Ringfort (Rath), Tawnagh, Co. Galway
Co. Galway |
Ringforts
A field boundary has done quietly devastating work here.
Sometime between the first Ordnance Survey mapping of this site in 1838 and an on-the-ground inspection in June 1973, a northeast-to-southwest running field boundary was driven straight through this early medieval enclosure on the summit of a ridge in Tawnagh, County Galway, cutting it in two and leaving only the northwestern portion with any real presence above ground.
A rath is an earthen ringfort, the kind of enclosed homestead that was built across Ireland during the early medieval period, typically between the fifth and twelfth centuries, and used as a defended farmstead by a family and their livestock. This one sat on the crest of a ridge running northeast to southwest through an area of mixed grassland and tillage. Both the 1838 and 1922 editions of the Ordnance Survey six-inch map recorded it as a circular enclosure, roughly oval in its actual form, measuring approximately 31 metres along its northeast-to-southwest axis. By the time someone walked the ground in 1973, only the section to the northwest of the field boundary had survived with any definition, marked by a low bank of earth and stone. Aerial imagery taken since then suggests that remnant section is still there, though it has been overtaken by trees and scrub, which both obscure it and, in a way, preserve it from further disturbance.
What remains is the kind of site that rewards patience and a good eye more than it rewards casual inspection. The tree and bush cover that has colonised the surviving bank makes the earthwork easier to read in certain lights and seasons, particularly in late autumn or early spring when leaf cover is thin, and the low bank casts enough of a shadow to reveal its line against the surrounding ground.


◆ **TO DO**: Write out the entries exactly, pictures excluded.

◆ **ENTRIES SHOWN**:
------------------------------

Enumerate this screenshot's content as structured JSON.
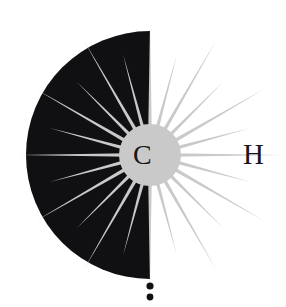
{
  "artwork": {
    "title": "CH starburst compass mark",
    "background_color": "#ffffff",
    "letters": [
      {
        "name": "letter-c",
        "text": "C",
        "color": "#17171a",
        "x": 145,
        "y": 155
      },
      {
        "name": "letter-h",
        "text": "H",
        "color": "#17171a",
        "x": 254,
        "y": 155
      }
    ],
    "semicircle": {
      "name": "black-half-disc",
      "fill": "#100f12",
      "center_x": 150,
      "center_y": 155,
      "radius": 124,
      "side": "left",
      "start_angle": 90,
      "end_angle": 270
    },
    "starburst": {
      "name": "starburst-rays",
      "fill": "#c9c9ca",
      "center_x": 150,
      "center_y": 155,
      "ray_count": 24,
      "long_ray_length": 132,
      "short_ray_length": 104,
      "core_radius": 31,
      "ray_half_width_deg": 4.6,
      "rotation_offset_deg": 0
    },
    "dots": [
      {
        "name": "dot-upper",
        "cx": 150,
        "cy": 286,
        "r": 3.6,
        "fill": "#111114"
      },
      {
        "name": "dot-lower",
        "cx": 150,
        "cy": 297,
        "r": 3.4,
        "fill": "#111114"
      }
    ],
    "colors": {
      "ink_black": "#100f12",
      "ray_gray": "#c9c9ca",
      "paper_white": "#ffffff",
      "letter_ink": "#17171a"
    }
  }
}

------------------------------

◆ **TASK RESPONSE**:
Enumerate this screenshot's content as structured JSON.
{
  "artwork": {
    "title": "CH starburst compass mark",
    "background_color": "#ffffff",
    "letters": [
      {
        "name": "letter-c",
        "text": "C",
        "color": "#17171a",
        "x": 145,
        "y": 155
      },
      {
        "name": "letter-h",
        "text": "H",
        "color": "#17171a",
        "x": 254,
        "y": 155
      }
    ],
    "semicircle": {
      "name": "black-half-disc",
      "fill": "#100f12",
      "center_x": 150,
      "center_y": 155,
      "radius": 124,
      "side": "left",
      "start_angle": 90,
      "end_angle": 270
    },
    "starburst": {
      "name": "starburst-rays",
      "fill": "#c9c9ca",
      "center_x": 150,
      "center_y": 155,
      "ray_count": 24,
      "long_ray_length": 132,
      "short_ray_length": 104,
      "core_radius": 31,
      "ray_half_width_deg": 4.6,
      "rotation_offset_deg": 0
    },
    "dots": [
      {
        "name": "dot-upper",
        "cx": 150,
        "cy": 286,
        "r": 3.6,
        "fill": "#111114"
      },
      {
        "name": "dot-lower",
        "cx": 150,
        "cy": 297,
        "r": 3.4,
        "fill": "#111114"
      }
    ],
    "colors": {
      "ink_black": "#100f12",
      "ray_gray": "#c9c9ca",
      "paper_white": "#ffffff",
      "letter_ink": "#17171a"
    }
  }
}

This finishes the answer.